Labour rights: Fair wage, job security for workers demanded

Govt asked to help workers live a life free of debt and violence.


Shamsul Islam May 02, 2014
A daily wage labourer sits in wait for employment. PHOTO: FILE

FAISALABAD:


“The government must calculate the cost of living in Pakistan and fix workers’ wages accordingly,” participants of a protest rally by Living Wage Campaign said on Thursday.


The Peace and Human Development Foundation (PHDF), the Association of Women for Awareness and Motivation (AWAM), the Adara Samaji Behbood (ASB) and the Pakistan Interfaith Peace Council and Human Rights (PIFCHR) had organised the rally in front of the Faisalabad Press Club.

The protesters said the government must take steps to help workers live a life of dignity, free of debt, bondage and violence.

They said the government must ratify International Labour Organisation (ILO) conventions protecting rights of home-based workers (ILO C-177) and domestic workers (ILO C-189).

They said the government must regularise services of its workers and extend social and legal protection coverage to them.

They criticised the government’s policy of announcing a Rs1,000 raise for workers every Labour Day.

Punjab Assembly member Najma Afzal said the government was committed to protecting labourers’ rights. She said it had been taking appropriate measures to improve working conditions and implement labour policies.

She said the government would soon regularise the workers lacking a statutory cover.

PHDF Director Sunil Malik said the living wage was the “minimum income necessary for a worker to meet basic needs of his family and maintain a decent standard of living”.

“Pakistan’s labour class is among the world’s most underpaid and overworked groups.

It fails to come out of poverty despite working.

AWAM Director Nazia Sardar said home-based workers needed job security, income security and social security. She said they did not have social and legal protection despite their contribution to the economy.

“The government must adopt a policy and make laws for the recognition of home-based workers... and guarantee their access to social security benefits,” she said.

Shazia George, a rights activist, said the government must approve a legislation presented in the Senate on domestic workers’ rights, and ratify an ILO convention (ILO C-189) protecting rights of domestic workers.

Irshad Parkash, a social activist, said most employers had not registered their workers with the Employees Old-age Benefits Institution; therefore they were deprived of pension and other job benefits.

The Association of Women for Awareness and Motivation also arranged a conference titled Visibility and Protection of Informal Labour Force: Challenges, Achievements and Opportunities.

Speakers urged the government to protect workers from exploitation, violence and bondage.

They asked the authorities to regularise “most unprivileged members of society” engaged in informal sectors including peasant workers, domestic workers and home-based workers.

Asim Sajjad Akhtar said in order to prevent economic exploitation of the labour class, workers from all sectors must unite.

“An ideology without action is meaningless… the working class must promote an ideological thinking.”

Sardar said more than 10 million women workers in Pakistan were home-based. They are working in several sectors, including garments, bangles, shoes, embroidery and carpet weaving.

“In spite of their contributions to the national economy, they are denied legal rights, including a minimum wage guarantee, social security and EOBI benefits.”

Shazia George, a rights activist, said domestic workers were being exploited in the hands of employers for not having the status of a worker in labour codes of Pakistan.

“They have to brave discrimination in terms of low wage, additional working hours and harassment at the workplace.”

Published in The Express Tribune, May 2nd, 2014.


• Assignment: The lines from the start of the records through the one containing "Image resolution: width=171" are to be restated word for word; please include both ends.

(Saved entries)
>>>>>
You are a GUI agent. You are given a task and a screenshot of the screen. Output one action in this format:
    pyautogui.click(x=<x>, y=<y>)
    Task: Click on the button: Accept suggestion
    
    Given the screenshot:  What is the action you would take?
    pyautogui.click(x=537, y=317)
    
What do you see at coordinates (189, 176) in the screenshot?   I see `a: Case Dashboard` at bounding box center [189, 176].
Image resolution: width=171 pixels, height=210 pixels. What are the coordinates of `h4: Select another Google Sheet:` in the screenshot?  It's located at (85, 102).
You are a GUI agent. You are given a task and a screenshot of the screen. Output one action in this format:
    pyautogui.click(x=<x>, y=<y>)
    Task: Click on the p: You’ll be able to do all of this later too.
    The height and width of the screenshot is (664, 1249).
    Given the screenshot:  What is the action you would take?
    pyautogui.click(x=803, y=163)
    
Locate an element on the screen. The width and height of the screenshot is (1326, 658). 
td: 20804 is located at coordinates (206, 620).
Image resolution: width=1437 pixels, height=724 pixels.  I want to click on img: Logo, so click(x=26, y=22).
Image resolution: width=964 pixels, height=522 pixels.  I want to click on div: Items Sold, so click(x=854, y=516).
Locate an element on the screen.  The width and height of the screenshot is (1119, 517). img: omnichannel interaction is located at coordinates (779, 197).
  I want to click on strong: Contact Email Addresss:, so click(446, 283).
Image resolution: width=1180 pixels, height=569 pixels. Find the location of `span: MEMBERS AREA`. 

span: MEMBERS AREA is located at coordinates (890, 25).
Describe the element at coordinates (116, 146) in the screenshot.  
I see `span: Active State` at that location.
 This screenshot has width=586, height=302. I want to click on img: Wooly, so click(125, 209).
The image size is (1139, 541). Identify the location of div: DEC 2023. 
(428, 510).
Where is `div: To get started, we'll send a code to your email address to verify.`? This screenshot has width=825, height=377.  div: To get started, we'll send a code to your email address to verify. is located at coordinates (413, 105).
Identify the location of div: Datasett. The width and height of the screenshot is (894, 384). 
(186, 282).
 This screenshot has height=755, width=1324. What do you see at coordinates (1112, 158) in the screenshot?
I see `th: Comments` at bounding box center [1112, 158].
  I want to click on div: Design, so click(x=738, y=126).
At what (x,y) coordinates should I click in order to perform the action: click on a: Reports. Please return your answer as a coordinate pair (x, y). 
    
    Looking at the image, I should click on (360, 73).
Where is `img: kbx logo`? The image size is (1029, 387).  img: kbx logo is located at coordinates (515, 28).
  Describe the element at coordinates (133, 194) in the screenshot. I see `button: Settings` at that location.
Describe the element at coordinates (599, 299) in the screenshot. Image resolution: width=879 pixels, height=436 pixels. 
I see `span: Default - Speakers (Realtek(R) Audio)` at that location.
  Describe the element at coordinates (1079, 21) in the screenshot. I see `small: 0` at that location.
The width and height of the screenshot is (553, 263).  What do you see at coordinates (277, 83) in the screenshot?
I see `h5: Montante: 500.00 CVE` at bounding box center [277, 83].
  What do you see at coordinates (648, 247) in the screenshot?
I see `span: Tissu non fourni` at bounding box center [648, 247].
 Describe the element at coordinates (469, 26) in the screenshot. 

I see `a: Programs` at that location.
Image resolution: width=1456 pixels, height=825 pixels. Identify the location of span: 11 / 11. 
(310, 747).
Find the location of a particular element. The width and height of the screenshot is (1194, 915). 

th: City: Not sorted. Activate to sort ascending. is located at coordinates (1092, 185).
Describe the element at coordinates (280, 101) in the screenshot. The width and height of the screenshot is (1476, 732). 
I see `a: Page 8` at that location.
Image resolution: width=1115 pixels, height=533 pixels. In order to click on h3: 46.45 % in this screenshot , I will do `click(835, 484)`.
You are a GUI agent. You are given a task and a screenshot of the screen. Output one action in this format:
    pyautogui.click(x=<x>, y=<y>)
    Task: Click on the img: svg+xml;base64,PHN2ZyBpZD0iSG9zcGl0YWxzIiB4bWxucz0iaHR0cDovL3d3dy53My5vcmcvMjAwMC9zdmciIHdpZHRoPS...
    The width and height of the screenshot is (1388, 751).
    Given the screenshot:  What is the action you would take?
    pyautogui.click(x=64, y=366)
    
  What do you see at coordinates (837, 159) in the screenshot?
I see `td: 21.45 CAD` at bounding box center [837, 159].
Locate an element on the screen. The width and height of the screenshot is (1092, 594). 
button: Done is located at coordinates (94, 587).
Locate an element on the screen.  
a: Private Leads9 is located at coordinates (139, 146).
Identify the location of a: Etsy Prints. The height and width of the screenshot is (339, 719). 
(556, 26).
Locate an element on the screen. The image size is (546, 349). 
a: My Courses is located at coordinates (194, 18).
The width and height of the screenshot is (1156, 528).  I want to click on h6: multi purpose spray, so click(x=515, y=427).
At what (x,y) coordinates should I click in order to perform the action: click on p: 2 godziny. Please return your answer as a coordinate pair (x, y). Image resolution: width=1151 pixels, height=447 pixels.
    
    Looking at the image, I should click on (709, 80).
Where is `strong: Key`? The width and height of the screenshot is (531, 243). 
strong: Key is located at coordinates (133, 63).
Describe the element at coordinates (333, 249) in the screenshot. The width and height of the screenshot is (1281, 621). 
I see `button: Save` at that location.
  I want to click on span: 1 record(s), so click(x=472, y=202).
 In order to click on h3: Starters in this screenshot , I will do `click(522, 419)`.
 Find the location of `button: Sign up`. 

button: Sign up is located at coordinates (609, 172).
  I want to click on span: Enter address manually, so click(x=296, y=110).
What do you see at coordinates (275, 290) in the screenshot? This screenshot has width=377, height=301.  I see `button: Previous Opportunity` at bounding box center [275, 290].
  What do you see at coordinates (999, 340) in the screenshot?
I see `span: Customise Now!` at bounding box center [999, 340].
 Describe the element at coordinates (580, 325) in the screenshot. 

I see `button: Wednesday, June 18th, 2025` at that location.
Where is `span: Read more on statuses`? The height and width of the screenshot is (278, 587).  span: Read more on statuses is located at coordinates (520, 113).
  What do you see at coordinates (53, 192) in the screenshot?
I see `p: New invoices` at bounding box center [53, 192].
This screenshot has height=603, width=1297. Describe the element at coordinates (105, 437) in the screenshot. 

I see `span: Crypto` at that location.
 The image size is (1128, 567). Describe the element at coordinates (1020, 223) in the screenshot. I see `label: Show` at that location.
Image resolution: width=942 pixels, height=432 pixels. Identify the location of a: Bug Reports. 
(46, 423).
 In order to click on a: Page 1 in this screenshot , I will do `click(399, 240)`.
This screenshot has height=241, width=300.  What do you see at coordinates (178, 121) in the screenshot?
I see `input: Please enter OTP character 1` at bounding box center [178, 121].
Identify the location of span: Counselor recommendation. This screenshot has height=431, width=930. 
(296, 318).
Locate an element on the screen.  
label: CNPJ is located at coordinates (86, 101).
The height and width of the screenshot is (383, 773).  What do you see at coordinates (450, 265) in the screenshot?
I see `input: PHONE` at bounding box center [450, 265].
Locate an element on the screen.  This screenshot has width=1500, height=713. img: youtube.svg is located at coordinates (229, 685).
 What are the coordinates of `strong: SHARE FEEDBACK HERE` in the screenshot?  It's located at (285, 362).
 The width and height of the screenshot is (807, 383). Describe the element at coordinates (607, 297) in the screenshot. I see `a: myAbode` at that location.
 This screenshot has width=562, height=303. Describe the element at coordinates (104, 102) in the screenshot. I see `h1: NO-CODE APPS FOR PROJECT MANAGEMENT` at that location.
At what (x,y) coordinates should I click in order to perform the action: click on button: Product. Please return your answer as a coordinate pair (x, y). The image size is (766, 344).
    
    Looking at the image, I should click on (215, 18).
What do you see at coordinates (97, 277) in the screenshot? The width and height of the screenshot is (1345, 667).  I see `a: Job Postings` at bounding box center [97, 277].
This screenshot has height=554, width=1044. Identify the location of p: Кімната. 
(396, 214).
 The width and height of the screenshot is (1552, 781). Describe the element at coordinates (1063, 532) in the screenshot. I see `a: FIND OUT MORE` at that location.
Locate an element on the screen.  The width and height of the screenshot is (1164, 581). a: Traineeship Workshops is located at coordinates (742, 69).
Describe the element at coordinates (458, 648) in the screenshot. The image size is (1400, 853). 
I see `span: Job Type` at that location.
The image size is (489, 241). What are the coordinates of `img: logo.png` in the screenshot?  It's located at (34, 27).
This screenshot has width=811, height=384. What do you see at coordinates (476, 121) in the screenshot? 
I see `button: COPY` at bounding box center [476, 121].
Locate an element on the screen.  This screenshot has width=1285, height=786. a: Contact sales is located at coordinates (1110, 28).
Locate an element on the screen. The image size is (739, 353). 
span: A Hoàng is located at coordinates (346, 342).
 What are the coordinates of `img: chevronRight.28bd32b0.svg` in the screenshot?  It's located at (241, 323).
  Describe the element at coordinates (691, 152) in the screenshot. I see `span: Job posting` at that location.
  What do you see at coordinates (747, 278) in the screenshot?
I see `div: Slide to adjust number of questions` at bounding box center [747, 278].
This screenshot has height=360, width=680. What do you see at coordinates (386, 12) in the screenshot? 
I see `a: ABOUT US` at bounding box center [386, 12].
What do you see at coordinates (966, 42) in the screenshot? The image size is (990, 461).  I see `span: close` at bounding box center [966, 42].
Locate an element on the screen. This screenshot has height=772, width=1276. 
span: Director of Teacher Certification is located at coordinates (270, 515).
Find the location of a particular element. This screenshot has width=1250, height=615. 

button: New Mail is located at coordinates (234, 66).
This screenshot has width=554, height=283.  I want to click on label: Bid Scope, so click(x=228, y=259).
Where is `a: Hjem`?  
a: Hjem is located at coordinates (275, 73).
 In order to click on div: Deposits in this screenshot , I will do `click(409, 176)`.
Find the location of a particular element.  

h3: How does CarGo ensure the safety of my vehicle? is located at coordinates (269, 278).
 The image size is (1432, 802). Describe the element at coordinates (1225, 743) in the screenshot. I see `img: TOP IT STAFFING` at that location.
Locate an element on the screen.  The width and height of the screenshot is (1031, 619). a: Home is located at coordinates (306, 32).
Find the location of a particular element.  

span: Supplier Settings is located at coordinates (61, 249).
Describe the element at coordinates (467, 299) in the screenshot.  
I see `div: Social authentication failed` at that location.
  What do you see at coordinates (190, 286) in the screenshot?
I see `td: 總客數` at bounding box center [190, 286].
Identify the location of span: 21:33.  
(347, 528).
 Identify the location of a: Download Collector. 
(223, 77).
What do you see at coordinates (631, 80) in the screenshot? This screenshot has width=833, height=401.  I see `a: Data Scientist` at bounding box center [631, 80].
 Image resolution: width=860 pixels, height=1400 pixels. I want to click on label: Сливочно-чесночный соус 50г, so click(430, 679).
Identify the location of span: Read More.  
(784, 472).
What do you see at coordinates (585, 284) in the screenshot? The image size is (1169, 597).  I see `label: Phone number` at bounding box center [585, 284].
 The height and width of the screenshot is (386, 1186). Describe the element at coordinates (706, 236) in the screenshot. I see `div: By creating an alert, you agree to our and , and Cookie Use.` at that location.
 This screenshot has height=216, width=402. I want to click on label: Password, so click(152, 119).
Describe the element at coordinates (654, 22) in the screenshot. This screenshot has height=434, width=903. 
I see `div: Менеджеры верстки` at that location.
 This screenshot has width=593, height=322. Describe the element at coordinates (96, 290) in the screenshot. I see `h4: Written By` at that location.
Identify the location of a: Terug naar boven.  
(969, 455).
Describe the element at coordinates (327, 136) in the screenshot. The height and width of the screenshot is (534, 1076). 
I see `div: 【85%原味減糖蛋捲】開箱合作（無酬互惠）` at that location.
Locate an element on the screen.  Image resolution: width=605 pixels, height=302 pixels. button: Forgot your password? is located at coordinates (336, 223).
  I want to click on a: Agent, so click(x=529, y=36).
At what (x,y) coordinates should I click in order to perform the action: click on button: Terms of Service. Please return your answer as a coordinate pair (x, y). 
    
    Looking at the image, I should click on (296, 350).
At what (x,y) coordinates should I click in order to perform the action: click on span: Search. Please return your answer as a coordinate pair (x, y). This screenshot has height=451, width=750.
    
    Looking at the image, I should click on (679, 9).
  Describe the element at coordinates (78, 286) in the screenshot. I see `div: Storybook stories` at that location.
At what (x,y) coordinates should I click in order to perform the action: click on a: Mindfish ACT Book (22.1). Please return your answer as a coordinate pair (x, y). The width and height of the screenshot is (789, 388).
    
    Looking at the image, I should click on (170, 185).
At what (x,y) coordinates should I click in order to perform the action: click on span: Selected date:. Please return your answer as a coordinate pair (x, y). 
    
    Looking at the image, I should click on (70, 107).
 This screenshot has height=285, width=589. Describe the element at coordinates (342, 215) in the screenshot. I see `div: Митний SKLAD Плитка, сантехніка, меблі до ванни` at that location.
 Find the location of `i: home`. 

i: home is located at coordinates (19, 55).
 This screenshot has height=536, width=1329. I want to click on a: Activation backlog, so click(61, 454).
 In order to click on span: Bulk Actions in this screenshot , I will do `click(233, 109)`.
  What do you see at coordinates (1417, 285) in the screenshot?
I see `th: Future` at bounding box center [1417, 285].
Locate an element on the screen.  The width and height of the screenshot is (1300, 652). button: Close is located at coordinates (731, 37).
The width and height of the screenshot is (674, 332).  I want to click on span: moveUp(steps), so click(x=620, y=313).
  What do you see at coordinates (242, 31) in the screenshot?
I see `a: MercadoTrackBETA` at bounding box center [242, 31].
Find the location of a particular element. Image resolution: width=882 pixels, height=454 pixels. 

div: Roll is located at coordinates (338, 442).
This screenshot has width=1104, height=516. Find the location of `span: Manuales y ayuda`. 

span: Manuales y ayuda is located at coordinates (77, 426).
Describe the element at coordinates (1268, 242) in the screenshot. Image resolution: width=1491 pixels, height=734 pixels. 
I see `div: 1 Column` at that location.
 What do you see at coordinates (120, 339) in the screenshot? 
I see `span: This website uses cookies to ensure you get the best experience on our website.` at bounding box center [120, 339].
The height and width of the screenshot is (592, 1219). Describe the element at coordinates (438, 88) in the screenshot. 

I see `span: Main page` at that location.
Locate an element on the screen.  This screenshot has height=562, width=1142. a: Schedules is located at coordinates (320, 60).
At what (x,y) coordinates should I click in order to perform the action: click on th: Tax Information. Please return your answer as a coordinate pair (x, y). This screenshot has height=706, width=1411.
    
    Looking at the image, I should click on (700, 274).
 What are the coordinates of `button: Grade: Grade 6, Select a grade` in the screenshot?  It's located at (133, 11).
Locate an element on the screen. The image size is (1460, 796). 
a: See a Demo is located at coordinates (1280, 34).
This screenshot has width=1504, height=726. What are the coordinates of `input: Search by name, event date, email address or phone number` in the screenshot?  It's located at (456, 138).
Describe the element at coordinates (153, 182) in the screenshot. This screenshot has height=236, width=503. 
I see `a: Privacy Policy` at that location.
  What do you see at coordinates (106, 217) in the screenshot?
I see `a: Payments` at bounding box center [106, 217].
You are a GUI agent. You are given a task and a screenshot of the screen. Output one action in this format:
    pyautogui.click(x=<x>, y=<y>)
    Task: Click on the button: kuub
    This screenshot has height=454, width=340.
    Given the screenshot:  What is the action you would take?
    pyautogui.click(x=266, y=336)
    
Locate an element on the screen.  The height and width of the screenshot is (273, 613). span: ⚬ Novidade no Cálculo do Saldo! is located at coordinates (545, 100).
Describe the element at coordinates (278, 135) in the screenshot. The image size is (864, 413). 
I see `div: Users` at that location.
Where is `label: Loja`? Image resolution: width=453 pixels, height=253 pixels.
<<<<<
• Written answer:
You are a GUI agent. You are given a task and a screenshot of the screen. Output one action in this format:
    pyautogui.click(x=<x>, y=<y>)
    Task: Click on the button: Accept suggestion
    
    Given the screenshot:  What is the action you would take?
    pyautogui.click(x=537, y=317)
    
What do you see at coordinates (189, 176) in the screenshot?   I see `a: Case Dashboard` at bounding box center [189, 176].
Image resolution: width=171 pixels, height=210 pixels. What are the coordinates of `h4: Select another Google Sheet:` in the screenshot?  It's located at (85, 102).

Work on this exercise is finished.